Genius for Compromise

The pluralist conception of Canadian identity sees accommodation as the best response to the tensions — national, regional, ethnic, religious and political — that make up Canada. According to this view, the rights contained in the Charter do not form a unified whole. Rather, they must be balanced against each other. This is fully in keeping with Canadian tradition.

Northrop Frye put it this way: “The Canadian genius for compromise is reflected in the existence of Canada itself.” Sir John A. Macdonald, the country’s first prime minister, praised the resolutions that would become the British North America Act (1867) for bearing “the marks of compromise.” Perhaps it is also why the winner of a 1972 CBC Radio contest in search of a Canadian equivalent to the phrase “as American as apple pie” was neither “as Canadian as maple syrup” nor “as Canadian as hockey.” It was “as Canadian as possible, under the circumstances.”

Unveiling the New Flag
Members of Parliament with new Canadian flag during the flag debate, Ottawa, 1964.

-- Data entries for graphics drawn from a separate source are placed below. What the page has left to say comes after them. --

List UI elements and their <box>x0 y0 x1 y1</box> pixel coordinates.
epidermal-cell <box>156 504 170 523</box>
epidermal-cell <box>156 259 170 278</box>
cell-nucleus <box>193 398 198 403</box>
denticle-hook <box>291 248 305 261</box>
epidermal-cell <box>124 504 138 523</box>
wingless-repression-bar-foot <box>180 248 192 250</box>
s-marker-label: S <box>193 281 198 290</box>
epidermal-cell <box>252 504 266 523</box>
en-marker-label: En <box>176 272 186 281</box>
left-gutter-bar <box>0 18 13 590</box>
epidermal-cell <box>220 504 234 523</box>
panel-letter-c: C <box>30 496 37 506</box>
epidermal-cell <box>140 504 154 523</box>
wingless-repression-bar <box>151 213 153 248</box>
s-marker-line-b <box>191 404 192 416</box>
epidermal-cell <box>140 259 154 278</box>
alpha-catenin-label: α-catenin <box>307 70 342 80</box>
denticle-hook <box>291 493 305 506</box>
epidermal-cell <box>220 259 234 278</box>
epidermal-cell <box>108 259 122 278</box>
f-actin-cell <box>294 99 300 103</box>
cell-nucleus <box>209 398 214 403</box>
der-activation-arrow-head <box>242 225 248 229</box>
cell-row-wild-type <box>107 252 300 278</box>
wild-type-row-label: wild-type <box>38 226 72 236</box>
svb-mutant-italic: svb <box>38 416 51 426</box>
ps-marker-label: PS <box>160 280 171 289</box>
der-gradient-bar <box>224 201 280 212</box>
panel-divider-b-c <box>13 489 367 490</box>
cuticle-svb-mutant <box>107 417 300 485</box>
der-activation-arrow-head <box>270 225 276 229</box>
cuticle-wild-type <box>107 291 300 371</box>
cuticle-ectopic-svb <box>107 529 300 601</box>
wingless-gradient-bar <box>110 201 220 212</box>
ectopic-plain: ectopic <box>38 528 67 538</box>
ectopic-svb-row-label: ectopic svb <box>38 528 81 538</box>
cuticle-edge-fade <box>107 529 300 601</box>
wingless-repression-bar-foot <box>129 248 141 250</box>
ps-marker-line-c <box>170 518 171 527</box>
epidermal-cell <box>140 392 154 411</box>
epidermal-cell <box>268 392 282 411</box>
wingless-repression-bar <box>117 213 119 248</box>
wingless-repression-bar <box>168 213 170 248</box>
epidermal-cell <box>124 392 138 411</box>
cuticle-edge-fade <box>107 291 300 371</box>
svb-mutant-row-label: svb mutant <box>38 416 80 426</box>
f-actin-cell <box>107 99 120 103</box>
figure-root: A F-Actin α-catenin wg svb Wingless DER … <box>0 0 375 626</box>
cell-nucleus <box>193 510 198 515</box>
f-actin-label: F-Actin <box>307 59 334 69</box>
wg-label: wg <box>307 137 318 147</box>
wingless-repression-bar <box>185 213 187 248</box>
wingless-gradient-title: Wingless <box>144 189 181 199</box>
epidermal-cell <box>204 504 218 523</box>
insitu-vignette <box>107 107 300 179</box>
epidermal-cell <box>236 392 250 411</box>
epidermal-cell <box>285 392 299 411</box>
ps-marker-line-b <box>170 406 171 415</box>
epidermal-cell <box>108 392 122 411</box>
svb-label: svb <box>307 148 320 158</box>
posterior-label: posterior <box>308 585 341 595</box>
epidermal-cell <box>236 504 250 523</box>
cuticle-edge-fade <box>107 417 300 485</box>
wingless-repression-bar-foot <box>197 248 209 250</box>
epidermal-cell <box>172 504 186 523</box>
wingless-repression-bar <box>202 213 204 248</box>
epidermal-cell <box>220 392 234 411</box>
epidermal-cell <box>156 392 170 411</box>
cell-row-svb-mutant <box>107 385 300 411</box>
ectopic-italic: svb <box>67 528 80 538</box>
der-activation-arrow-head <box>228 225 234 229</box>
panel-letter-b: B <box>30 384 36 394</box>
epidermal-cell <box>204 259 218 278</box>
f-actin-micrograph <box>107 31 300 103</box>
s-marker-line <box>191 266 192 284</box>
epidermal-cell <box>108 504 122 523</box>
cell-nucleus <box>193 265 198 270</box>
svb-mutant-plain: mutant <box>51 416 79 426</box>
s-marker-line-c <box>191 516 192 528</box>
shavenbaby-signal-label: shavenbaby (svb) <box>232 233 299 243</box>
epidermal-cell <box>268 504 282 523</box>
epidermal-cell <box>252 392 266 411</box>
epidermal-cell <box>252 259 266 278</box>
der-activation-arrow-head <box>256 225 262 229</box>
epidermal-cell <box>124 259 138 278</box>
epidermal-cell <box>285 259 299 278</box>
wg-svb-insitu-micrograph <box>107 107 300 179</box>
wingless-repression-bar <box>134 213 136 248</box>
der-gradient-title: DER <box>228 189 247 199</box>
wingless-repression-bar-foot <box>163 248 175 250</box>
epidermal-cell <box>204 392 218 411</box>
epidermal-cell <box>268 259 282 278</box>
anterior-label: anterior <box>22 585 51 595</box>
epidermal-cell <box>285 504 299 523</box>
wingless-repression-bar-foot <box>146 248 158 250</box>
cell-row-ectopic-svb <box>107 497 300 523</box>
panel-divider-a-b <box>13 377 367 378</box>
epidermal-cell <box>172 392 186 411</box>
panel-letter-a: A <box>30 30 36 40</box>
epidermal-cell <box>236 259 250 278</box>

Conversation, Not Negotiation

The view of Canada as a deeply diverse community stresses the importance of resolving conflicts by using conversation instead of negotiation. This view believes that conversation builds toward the common good by focusing on listening and working to a shared understanding. Negotiations, in contrast, involve rival sides trying to get the best results for themselves.

This view of the common good in Canada encourages a strictly political, rather than national, conception of the country. In this view, Canada constitutes a “civic” community — a community of citizens, rather than a “nation.” National communities are considered largely cultural entities. That said, the civic or political conception of Canada recognizes that the country contains many other kinds of communities, including the national. As a result, those who support this approach tend to describe Canada as “multinational” or as forming a “nations-state.” They call on its citizens to talk through their conflicts rather than negotiate them, though negotiation is often seen as unavoidable.

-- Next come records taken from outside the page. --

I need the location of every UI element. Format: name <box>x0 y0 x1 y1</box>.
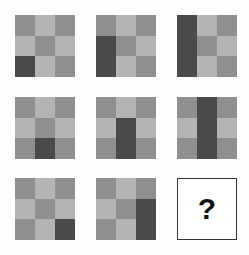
tile-cell <box>116 118 136 139</box>
tile-cell <box>197 15 217 36</box>
tile-cell <box>35 15 55 36</box>
tile-cell <box>15 15 35 36</box>
tile-cell <box>96 97 116 118</box>
tile-cell <box>197 36 217 57</box>
tile-cell <box>35 36 55 57</box>
tile-cell <box>96 138 116 159</box>
tile-cell <box>55 118 75 139</box>
tile-cell <box>15 219 35 240</box>
tile-cell <box>116 15 136 36</box>
tile-cell <box>35 118 55 139</box>
tile-cell <box>177 56 197 77</box>
tile-cell <box>116 199 136 220</box>
tile-cell <box>55 56 75 77</box>
tile-cell <box>197 56 217 77</box>
tile-cell <box>55 36 75 57</box>
tile-cell <box>55 219 75 240</box>
tile-cell <box>136 97 156 118</box>
tile-cell <box>96 36 116 57</box>
tile-cell <box>15 56 35 77</box>
tile-cell <box>136 178 156 199</box>
tile-cell <box>96 56 116 77</box>
tile-cell <box>15 36 35 57</box>
tile-cell <box>116 97 136 118</box>
tile-cell <box>35 199 55 220</box>
tile-cell <box>116 178 136 199</box>
tile-cell <box>96 219 116 240</box>
tile-cell <box>197 97 217 118</box>
tile-cell <box>96 15 116 36</box>
tile-cell <box>136 36 156 57</box>
tile-cell <box>35 178 55 199</box>
tile-cell <box>136 138 156 159</box>
tile-cell <box>217 15 237 36</box>
tile-cell <box>136 118 156 139</box>
tile-cell <box>197 138 217 159</box>
tile-cell <box>177 15 197 36</box>
tile-cell <box>116 36 136 57</box>
tile-cell <box>177 36 197 57</box>
tile-cell <box>96 178 116 199</box>
tile-cell <box>15 118 35 139</box>
tile-cell <box>177 97 197 118</box>
puzzle-tile <box>96 15 156 77</box>
puzzle-tile <box>96 178 156 240</box>
tile-cell <box>136 219 156 240</box>
tile-cell <box>15 138 35 159</box>
tile-cell <box>55 178 75 199</box>
tile-cell <box>96 118 116 139</box>
tile-cell <box>136 56 156 77</box>
tile-cell <box>217 56 237 77</box>
tile-cell <box>116 56 136 77</box>
tile-cell <box>177 138 197 159</box>
puzzle-tile <box>177 15 237 77</box>
tile-cell <box>136 15 156 36</box>
tile-cell <box>136 199 156 220</box>
puzzle-tile <box>15 178 75 240</box>
tile-cell <box>35 138 55 159</box>
puzzle-tile <box>15 97 75 159</box>
tile-cell <box>35 97 55 118</box>
tile-cell <box>35 56 55 77</box>
tile-cell <box>15 199 35 220</box>
puzzle-tile <box>15 15 75 77</box>
tile-cell <box>217 36 237 57</box>
tile-cell <box>55 138 75 159</box>
answer-box[interactable]: ? <box>177 178 237 240</box>
tile-cell <box>15 97 35 118</box>
tile-cell <box>177 118 197 139</box>
tile-cell <box>217 118 237 139</box>
tile-cell <box>55 199 75 220</box>
tile-cell <box>197 118 217 139</box>
tile-cell <box>55 15 75 36</box>
tile-cell <box>217 138 237 159</box>
tile-cell <box>35 219 55 240</box>
tile-cell <box>96 199 116 220</box>
tile-cell <box>116 138 136 159</box>
tile-cell <box>217 97 237 118</box>
tile-cell <box>116 219 136 240</box>
puzzle-tile <box>177 97 237 159</box>
tile-cell <box>15 178 35 199</box>
tile-cell <box>55 97 75 118</box>
puzzle-tile <box>96 97 156 159</box>
question-mark: ? <box>198 192 216 226</box>
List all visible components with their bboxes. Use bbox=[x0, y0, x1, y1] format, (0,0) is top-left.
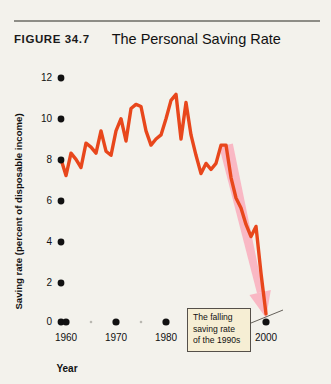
ytick-label-2: 2 bbox=[30, 277, 52, 288]
ytick-label-12: 12 bbox=[30, 72, 52, 83]
annotation-callout: The falling saving rate of the 1990s bbox=[187, 308, 251, 352]
figure-container: FIGURE 34.7 The Personal Saving Rate bbox=[0, 0, 331, 384]
xtick-label-1980: 1980 bbox=[146, 332, 186, 343]
figure-number: FIGURE 34.7 bbox=[14, 33, 90, 45]
ytick-label-0: 0 bbox=[30, 316, 52, 327]
y-axis-title: Saving rate (percent of disposable incom… bbox=[13, 112, 24, 312]
x-axis-title: Year bbox=[46, 363, 88, 374]
chart-plot-area: 12 10 8 6 4 2 0 1960 1970 1980 1990 2000… bbox=[0, 56, 331, 384]
annotation-line-3: of the 1990s bbox=[193, 335, 246, 347]
xtick-label-1960: 1960 bbox=[46, 332, 86, 343]
ytick-label-4: 4 bbox=[30, 236, 52, 247]
header-divider bbox=[14, 20, 320, 22]
ytick-label-10: 10 bbox=[30, 113, 52, 124]
figure-header: FIGURE 34.7 The Personal Saving Rate bbox=[14, 26, 320, 52]
xtick-label-1970: 1970 bbox=[96, 332, 136, 343]
ytick-label-6: 6 bbox=[30, 195, 52, 206]
figure-title: The Personal Saving Rate bbox=[112, 31, 281, 47]
xtick-label-2000: 2000 bbox=[246, 332, 286, 343]
ytick-label-8: 8 bbox=[30, 154, 52, 165]
annotation-line-1: The falling bbox=[193, 312, 246, 324]
annotation-line-2: saving rate bbox=[193, 324, 246, 336]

Indeed, most Canadians have carried out this approach in a way that reflects small-l liberal ideology. In the United States, conservatism is more dominant. In Scandinavian countries, democratic socialism is more typical. As a result of this emphasis on liberalism, Canadian political parties hoping to form a government have stressed the more liberal elements of their platforms.

Droits des autochtones
Plus de 100 Autochtones manifestent sur la Colline du Parlement pour protester contre l’élimination des droits des peuples autochtones proposée dans le projet de constitution, le 16 novembre 1981.

Recognition for Ethnic Groups

According to this approach, national communities should be distinguished from the civic or political sort. They should also not be equated with ethnic communities. (See also: Ethnic Identity.) The question is whether the ethnic group wants recognition and self-determination from the state, or if they identify primarily with Canada.

Ethnic groups seeking self-determination and recognition have included Indigenous peoples, French-speaking Québéckers, English-speaking Canadians, and perhaps the Acadians. Examples of ethnic groups not seeking such status include the many hyphenated Canadians (e.g., Scottish, Chinese, African-Canadians).

English Canadians are sometimes described as forming a “nation that dares not speak its name.” They tend not to see themselves as constituting a distinct community. Instead, they are often viewed as just one of the two linguistic groups in bilingual Canada. English Canadians have had the luxury of subscribing to this view. As the dominant group in the country, it is all too easy to overlook the distinction between one’s national community and the country as a whole.

Each of these positions has been well-represented in the debate over the nature of Canadian identity. There is no reason to think that the argument will end any time soon.